We are designing DementiaDetect to turn everyday signals into something calm and understandable: a simple view of how things are changing over time, and a clear sense of when it may help to speak to a healthcare professional.

  • A simple brain-health summary, not a score to fear
  • Change over time across speech, sleep and activity
  • Plain-language, non-diagnostic insight
  • Clear guidance on sensible next steps
  • A summary you could choose to share with a clinician

See it in practice

Why it matters

Earlier insight gives people something dementia too often takes away: time.

Earlier insight cannot remove the difficulty of dementia. But it can give people and families more time to understand, plan and access support.

  • Time to seek advice
  • Time to involve family
  • Time to plan care
  • Time to access support
  • Time to make informed choices
  • Time to live with greater clarity

Why early detection matters

Why now

The moment for earlier detection is here

Need, data and technology are converging. That is why we are building DementiaDetect now, and building it responsibly.

Rising prevalence

Around 1 million people in the UK live with dementia today, projected to reach 1.4 million by 2040.

Pathways under pressure

Memory services and diagnosis routes are stretched, and recognition often comes late.

New everyday data

Smartphones and wearables now create passive signals that did not exist a decade ago.

AI that reads patterns

Modern AI can analyse subtle, longitudinal change across many signals at once.

Systems need earlier models

Health systems increasingly need earlier, scalable and responsible approaches to care.

The cost of waiting

Every late recognition is lost time for families, planning and support.

Built on responsible AI

AI for brain health must be built with care

Dementia detection is sensitive and serious. DementiaDetect is being developed with a commitment to privacy, transparency, fairness, clinical validation and human oversight from the beginning.

Privacy by design

Personal health data is handled with high standards of security, consent and transparency.

Human oversight

Our tools are designed to support healthcare professionals, never to replace them.

Fairness and evidence

Models are developed to be tested for bias, and claims are kept proportionate to validation.

Read our Responsible AI principles

Where we draw the line

What we do not claim

Being honest about limits is part of being trustworthy. So we are clear and consistent about what DementiaDetect is not.

We do not diagnose dementiaAny insight is a non-diagnostic signal, never a medical conclusion.
We do not replace cliniciansWe are designed to support clinical judgement, not stand in for it.
We do not promise certaintyWe surface patterns that may warrant attention, not guarantees.
We do not sell fearOur aim is calm, dignity and earlier support, not alarm.

Who it is for

One mission, many partners

Individuals & families

For families

Understand early changes with clarity, and know when it may help to seek support.

Learn more
Clinicians & care teams

For clinicians

Support earlier risk insight, longitudinal monitoring and assessment pathways.

Explore clinical use
Partners & researchers

For partners

Collaborate on validation, pilots and responsible AI development.

Partner with us
Jonathan Sabarre, founder of DementiaDetect
Jonathan Sabarre, Founder of DementiaDetect

Our story

It began with my Grandma

DementiaDetect began with something deeply personal.
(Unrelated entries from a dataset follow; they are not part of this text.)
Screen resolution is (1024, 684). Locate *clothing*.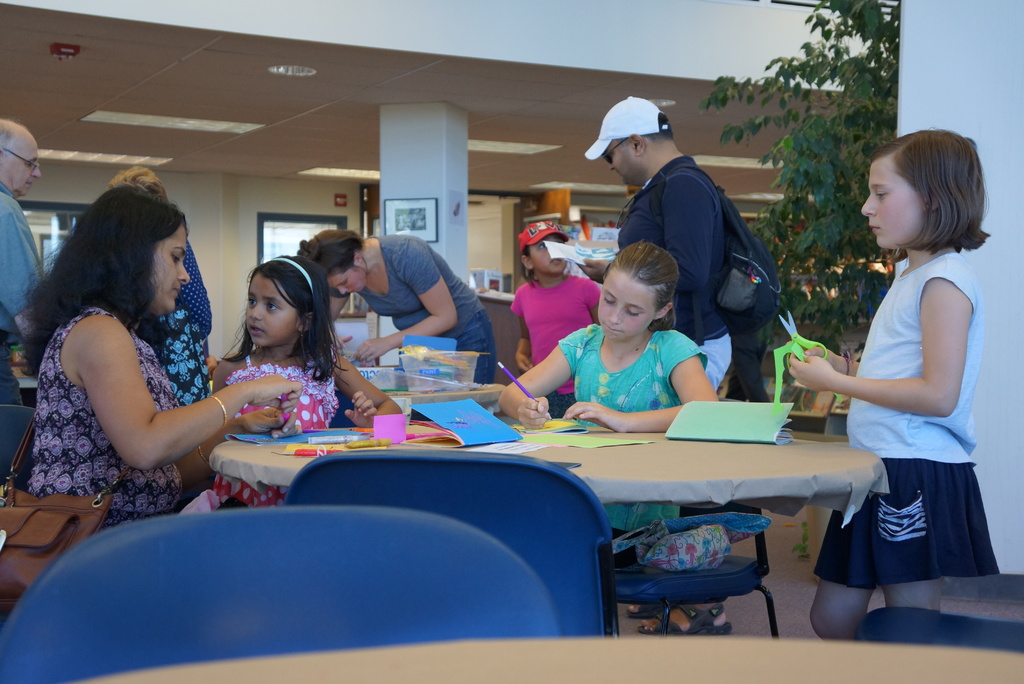
[x1=0, y1=179, x2=53, y2=451].
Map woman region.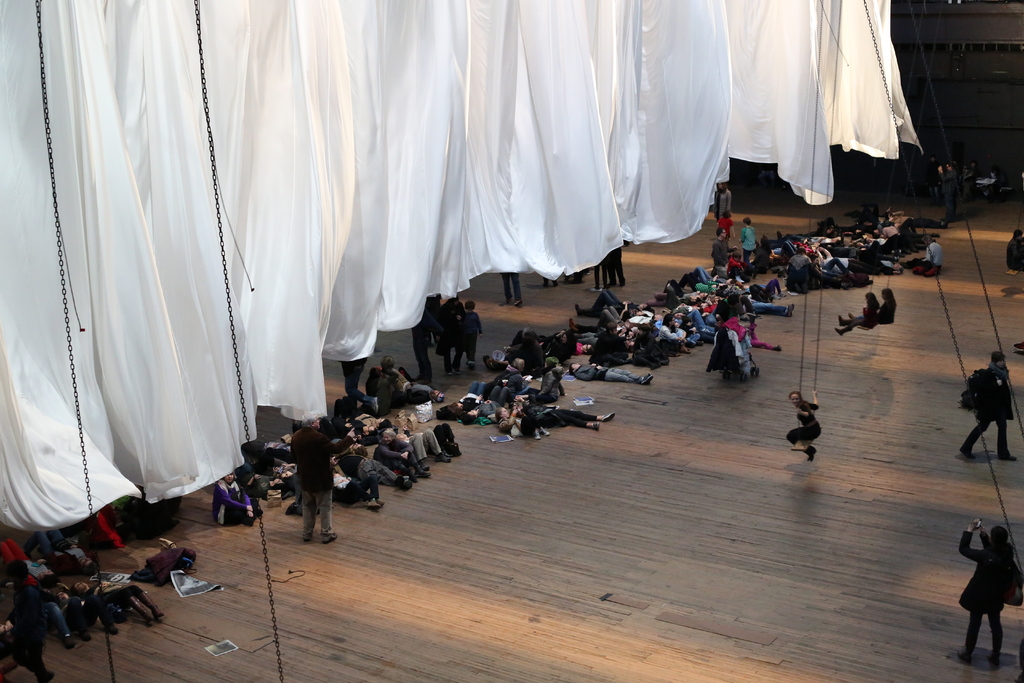
Mapped to <bbox>545, 332, 575, 367</bbox>.
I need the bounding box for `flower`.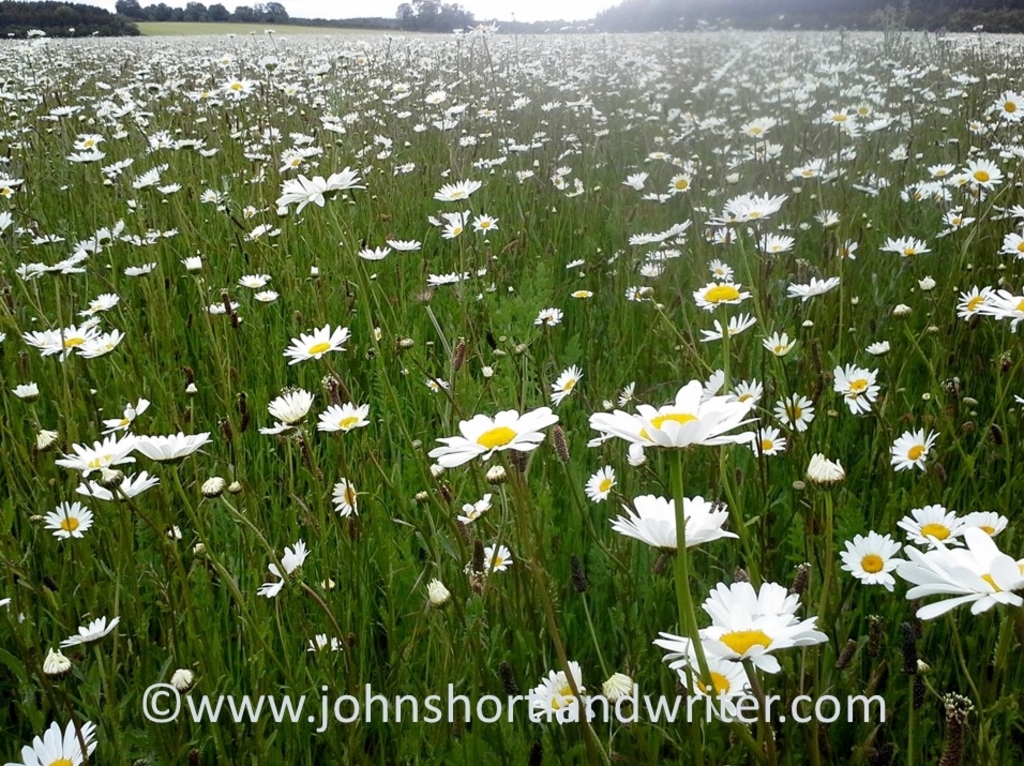
Here it is: detection(74, 468, 166, 499).
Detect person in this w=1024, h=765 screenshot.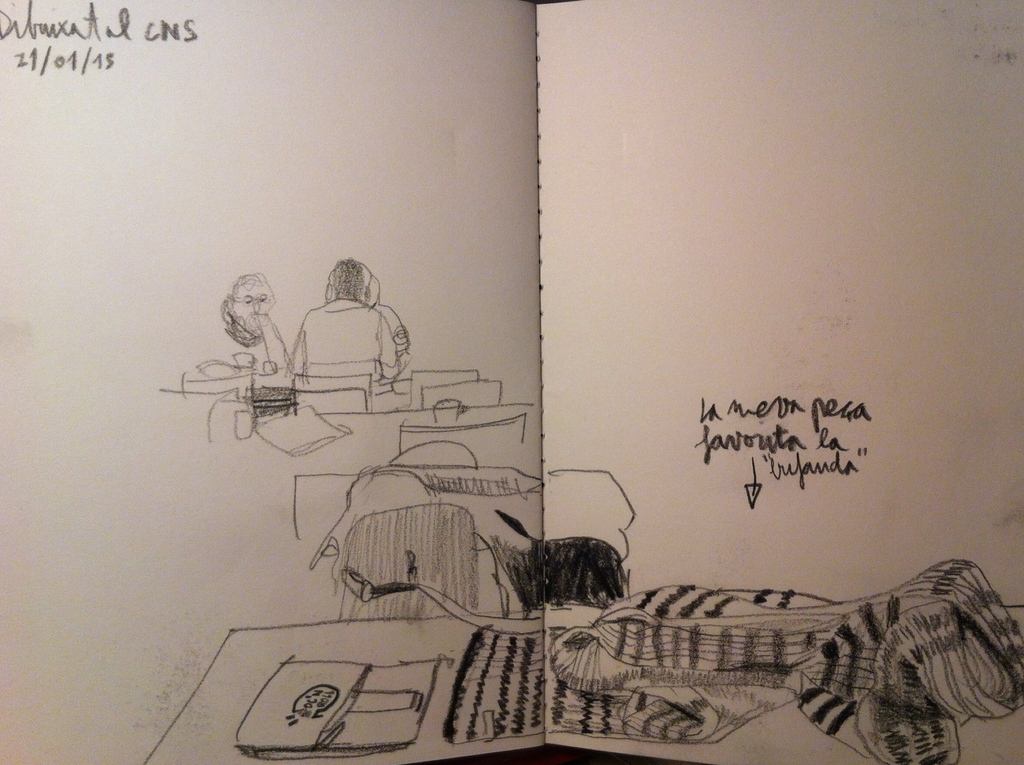
Detection: left=287, top=254, right=417, bottom=402.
Like so many families, we did not realise at first that the small changes we were seeing might mean something more. A moment of confusion. A repeated question. A word that would not quite come. Individually, easy to excuse. Together, they were trying to tell us something. But we did not know what we were seeing, and that is the part that stayed with me.

I cannot change what happened in my own family. But I can help build something that gives other families more clarity, more confidence and more time.

Read my full story

Help shape the future of earlier dementia detection

Whether you are a clinician, researcher, health system partner, investor or someone with lived experience, we would welcome your interest.